The Catholic-run campus deplored Ayao’s murder.

“We condemn in the strongest possible terms and deeply mourn the brutal murder of a former student of NDU College of Law Archad Ayao. We pray that justice may be served, and that their gruesome deaths may not just fall as mere statistics,” the NDU College of Law said.

Rights defenders

Since 2016, some 100 human rights lawyers and advocates who publicly criticized President Duterte’s controversial war on narcotics have been killed in various incidents across the country.

Last year, Duterte told the national police not to be cowed by rights lawyers and defenders investigating alleged abuses in his government’s drug war, which has left more than 5,000 suspects dead, according to police.

According to Karapatan, a Philippine human rights NGO, at least 50 farm workers and rights advocates have been slain in the central Negros region since Duterte took office in mid-2016. This figure excludes 48 rights defenders associated with Karapatan who were killed since then.

The president also carries a list which, he has said, contains the names of judges, lawyers, and military and police personnel who are known protectors in the illegal drug trade. Several politicians on that list have been killed.

Philippine accusations against UN official

In March, the Philippine military tagged labor groups, fringe political parties and even Victoria Tauli-Corpuz, the U.N.’s Special Rapporteur on the rights of indigenous peoples, as belonging to local communist or militant movements, saying they had “truckloads” of evidence to prove their allegations.

The military’s deputy head for civil military operations, Brig. Gen. Antonio Parlade, alleged that the underground Communist Party of the Philippines (CPP) had infiltrated the United Nations, through Tauli-Corpuz. He made the assertion despite a Manila court ruling last year that her name be removed from a petition filed by the justice ministry seeking to declare the CPP a terrorist organization.

In a combined statement issued on Wednesday, three U.N. Special Rapporteurs said Duterte’s administration was going after Tauli-Corpuz because of her “invaluable work defending the human rights” of indigenous peoples in the Philippines.

“The criminalizing discourse used by Philippine public officials undermines the value of the vital work of human rights defenders, denigrates them in the eyes of the public and may put them at risk of threats, violence or other forms of harassment,” the experts said, adding that Duterte administration had accused Tauli-Corpuz of seeking to embarrass it.

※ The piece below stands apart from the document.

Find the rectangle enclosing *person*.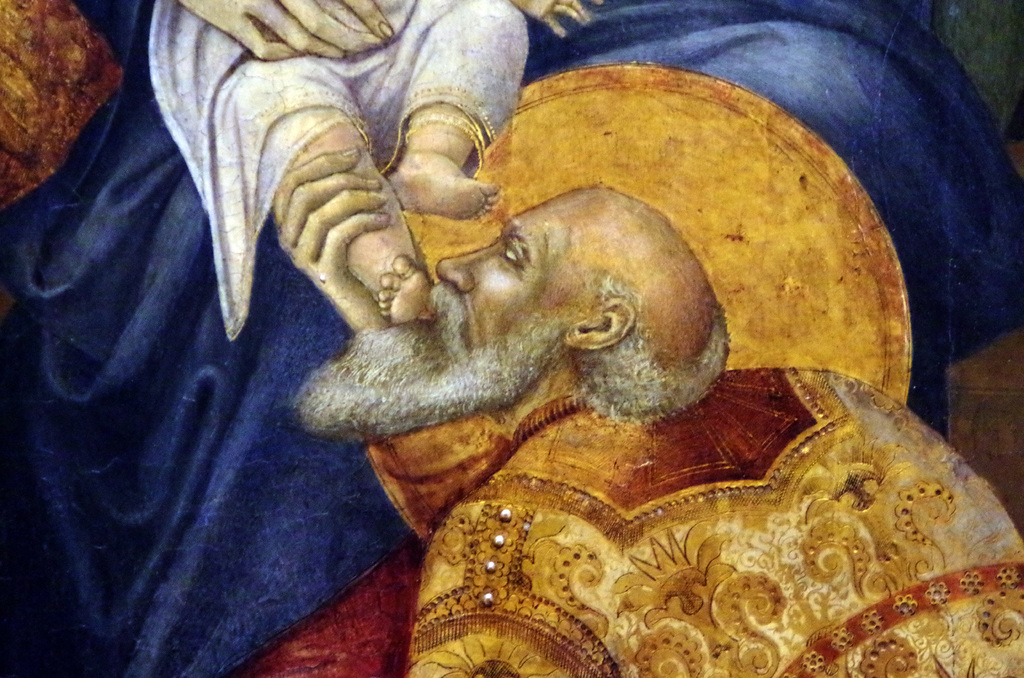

The three U.N. experts who spoke in Tauli-Corpuz’s behalf were Michel Forst, the special rapporteur on the situation of human rights defenders; David Kaye, special rapporteur on the promotion and protection the right to freedom of opinion and expression; and Fionnuala Ní Aoláin, special rapporteur on the promotion and protection of human rights and fundamental freedoms while countering terrorism.

“We call on the Philippine Government to immediately stop these unacceptable attacks on the human rights work of Ms. Tauli-Corpuz, and to ensure her physical safety,” they said.